See a thread you consider worthy of archival? Don't trust the 4chan archives to remain available? Or perhaps it's not on 4chan, but on some tiny obscure imageboard nobody else has heard of or considered worth archiving?
Chandler to the rescue!
Chandler 2 is a rewrite from scratch in D of Chandler, an imageboard thread downloader I wrote in Python a few years ago. Like its predecessor, its purpose is to be able to quickly and easily download threads from imageboards, as well as being a fire and forget solution for watching and downloading updates to a thread. For sites where this is supported (currently 4chan and Tinyboard-compatible sites), posts from previous threads which are later deleted will be preserved when updating threads.
Supported platforms are GNU/Linux (tested on Arch Linux, but should work others as well) and Microsoft Windows, but it might work on other *nixes as well if it's possible to get DMD and DUB working on them.
Chandler is now available as a Chocolatey package for Windows.
C:\> choco install chandler -pre
For GNU/Linux, see Compiling.
- Download and install the lastest version of DMD (the reference D compiler) from dlang.org or your distro's package manager
- Download and install DUB from code.dlang.org or your distro's package manager
- Clone this repository and execute the following command in it:
$ dub build
Voila! You should now have a usable executable in the root of the repository.
To download a thread once and exit:
$ chandler <thread url>
To watch and update a thread indefinitely:
$ chandler -w <thread url>
That's the basics. For more parameters, see
$ chandler --help
By default, threads are saved to ~/threads on GNU/Linux and My Documents\threads on Windows.
This can be overridden by specifying the -d <path>
option, or the downloadPath setting in your chandler.json configuration file.
By default, there will be no chandler.json configuration file, but you can create one. It should be created as ~/.chandler.json on GNU/Linux or at %USERPROFILE%\chandler.json on Windows.
A simple example configuration can look something like this:
{
"downloadPath": "~/my-chandler-threads",
"sites": {
"tinychan.org": {
"urlRegex": "https?://([\\w\\.]+)/(\\w+)/res/(\\d+)",
"parser": "tinyboard"
},
"obscurechan.org": {
"urlRegex": "https?://([\\w\\.]+)/(\\w+)/thread/(\\d+)",
"parser": "basic"
}
}
}
The sites section is entirely optional, but can be useful if you need to specify that a specific site should use a specific URL regex or parser.
By default, unknown sites will automatically use the basic parser and a very generic URL regex that should work with most imageboards.
Specifying a site for its hostname in the configuration, as shown above, will let you override that. This will generally only be necessary in order to use the tinyboard parser for a site you know or believe to be Tinyboard-compatible.
The capture groups in the URL regex will determine the directory structure that gets created for each thread inside your download path. One subdirectory for each capture group.
These are the possible values for the parser property of a site.
There are currently three parsers:
- fourchan
- tinyboard
- basic
fourchan, as the name suggests is specifically for 4chan. For all I know, there may be other imageboards that happen to use the exact same HTML layout (class names, etc) as 4chan, and thus work with this parser. However, don't count on this working with anything other than 4chan.
tinyboard is for Tinyboard-compatible sites. I say "compatible", because not all sites that are based on Tinyboard are necessarily Tinyboard-compatible - they could have customized their HTML layouts and changed class names, etc. so that this parser will no longer work with them. For most Tinyboard-based sites, this should work though.
basic is completely basic. It does not rely on anything HTML-layout specific at all, and does not support preserving deleted posts. It should work with ANY site.
A chandler "project" (I use this term for lack of a better one) is what gets created when Chandler is used to download a thread.
In addition to the thread.html and any files downloaded from the thread, each project will contain a .chandler directory.
It contains the following:
- Various metadata, such as the thread's URL
- State related to downloading the thread
- All original pristine HTMLs as downloaded directly from the server
If you are 100% sure you are done downloading/updating a thread, you can safely delete this, however I would personally recommend keeping it.
Since a project stores all the original HTMLs, it is possible to completely rebuild the thread.html from the original HTMLs.
This is done using the -r <project path>
option.
Possible reasons for doing this:
- Your thread.html somehow got corrupted or deleted
- A bug in Chandler caused thread.html to have an error, and an updated version has come out that fixes the bug
- You downloaded a thread using the basic parser, which does not preserve deleted posts, but a new parser was later added that supports the site it was downloaded from and now you want those deleted posts back in your thread.html
For this reason, I recommend keeping the .chandler directory.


→ **WHAT THE TASK ASKS**: The word to find is "format". Copy each line of the material that contains it.
═════ DATA FOR ANALYSIS
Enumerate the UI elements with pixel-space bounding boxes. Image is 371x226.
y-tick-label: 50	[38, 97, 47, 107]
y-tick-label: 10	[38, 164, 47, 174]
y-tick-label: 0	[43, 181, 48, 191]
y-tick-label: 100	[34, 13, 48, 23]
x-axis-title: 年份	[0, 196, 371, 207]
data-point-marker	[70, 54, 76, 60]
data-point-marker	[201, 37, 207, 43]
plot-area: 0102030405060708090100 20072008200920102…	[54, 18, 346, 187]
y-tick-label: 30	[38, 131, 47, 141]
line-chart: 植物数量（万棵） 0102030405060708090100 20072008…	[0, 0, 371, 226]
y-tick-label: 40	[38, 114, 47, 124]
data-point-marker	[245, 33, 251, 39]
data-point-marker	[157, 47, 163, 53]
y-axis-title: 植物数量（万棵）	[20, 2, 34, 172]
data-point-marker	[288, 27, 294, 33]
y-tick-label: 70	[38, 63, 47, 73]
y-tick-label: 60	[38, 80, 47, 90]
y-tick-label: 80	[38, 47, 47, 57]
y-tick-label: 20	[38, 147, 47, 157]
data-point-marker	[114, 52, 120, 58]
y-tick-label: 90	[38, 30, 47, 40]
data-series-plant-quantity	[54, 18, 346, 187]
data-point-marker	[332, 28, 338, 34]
══════════
═════ DATA FOR ANALYSIS
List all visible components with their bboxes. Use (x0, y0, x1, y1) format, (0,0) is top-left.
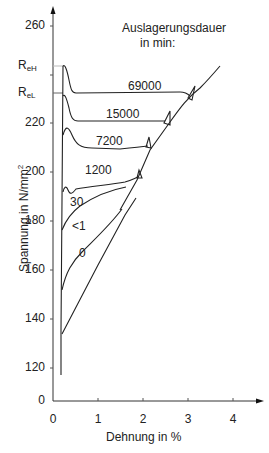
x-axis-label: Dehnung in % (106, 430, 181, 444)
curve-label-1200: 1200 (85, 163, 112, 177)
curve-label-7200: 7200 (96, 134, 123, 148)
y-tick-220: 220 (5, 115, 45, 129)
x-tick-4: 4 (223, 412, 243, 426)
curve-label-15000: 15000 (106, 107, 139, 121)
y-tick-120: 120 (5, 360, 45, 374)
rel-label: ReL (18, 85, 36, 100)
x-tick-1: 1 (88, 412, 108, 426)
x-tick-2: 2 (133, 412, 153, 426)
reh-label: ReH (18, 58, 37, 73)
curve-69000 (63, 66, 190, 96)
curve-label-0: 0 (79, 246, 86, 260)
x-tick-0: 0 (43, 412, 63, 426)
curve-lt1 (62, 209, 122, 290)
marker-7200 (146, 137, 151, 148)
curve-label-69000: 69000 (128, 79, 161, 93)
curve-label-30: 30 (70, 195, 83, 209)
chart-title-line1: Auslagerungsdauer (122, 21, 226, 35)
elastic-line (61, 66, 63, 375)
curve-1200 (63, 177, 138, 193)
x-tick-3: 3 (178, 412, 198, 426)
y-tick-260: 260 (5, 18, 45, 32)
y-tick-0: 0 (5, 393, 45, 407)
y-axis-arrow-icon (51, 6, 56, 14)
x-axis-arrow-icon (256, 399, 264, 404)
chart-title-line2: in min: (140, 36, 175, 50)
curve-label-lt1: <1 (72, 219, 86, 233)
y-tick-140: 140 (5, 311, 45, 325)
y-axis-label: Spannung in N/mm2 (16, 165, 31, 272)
══════════
═════ DATA FOR ANALYSIS
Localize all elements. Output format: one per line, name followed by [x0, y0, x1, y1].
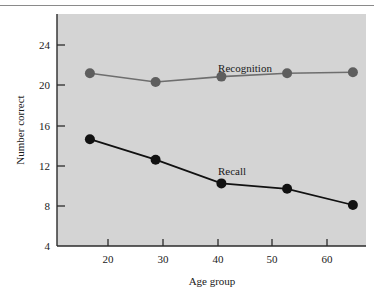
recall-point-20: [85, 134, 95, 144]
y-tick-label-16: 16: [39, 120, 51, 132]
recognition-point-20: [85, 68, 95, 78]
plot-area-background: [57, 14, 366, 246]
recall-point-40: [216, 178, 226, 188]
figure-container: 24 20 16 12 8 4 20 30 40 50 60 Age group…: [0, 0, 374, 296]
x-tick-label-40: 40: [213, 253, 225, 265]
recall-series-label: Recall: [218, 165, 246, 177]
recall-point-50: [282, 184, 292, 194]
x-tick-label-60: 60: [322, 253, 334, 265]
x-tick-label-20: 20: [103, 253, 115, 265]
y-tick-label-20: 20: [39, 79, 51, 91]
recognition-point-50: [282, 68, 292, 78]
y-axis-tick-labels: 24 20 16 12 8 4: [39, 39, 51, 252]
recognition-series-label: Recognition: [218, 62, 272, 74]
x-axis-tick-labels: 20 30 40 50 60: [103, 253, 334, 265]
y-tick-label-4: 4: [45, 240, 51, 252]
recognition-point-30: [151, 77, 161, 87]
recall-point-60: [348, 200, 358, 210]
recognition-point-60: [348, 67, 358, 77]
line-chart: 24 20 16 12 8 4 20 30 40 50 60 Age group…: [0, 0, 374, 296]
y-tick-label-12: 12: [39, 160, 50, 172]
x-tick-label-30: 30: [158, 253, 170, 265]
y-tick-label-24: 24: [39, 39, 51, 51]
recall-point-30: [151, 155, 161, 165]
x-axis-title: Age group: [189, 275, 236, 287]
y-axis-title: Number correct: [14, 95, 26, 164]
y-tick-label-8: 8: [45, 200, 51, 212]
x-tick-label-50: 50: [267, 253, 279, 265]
══════════
→ **TASK OUTPUT**:
List all visible components with their bboxes. Use (x0, y0, x1, y1) format, (0,0) is top-left.
Localize all elements. Output format: one per line, name followed by [x0, y0, x1, y1].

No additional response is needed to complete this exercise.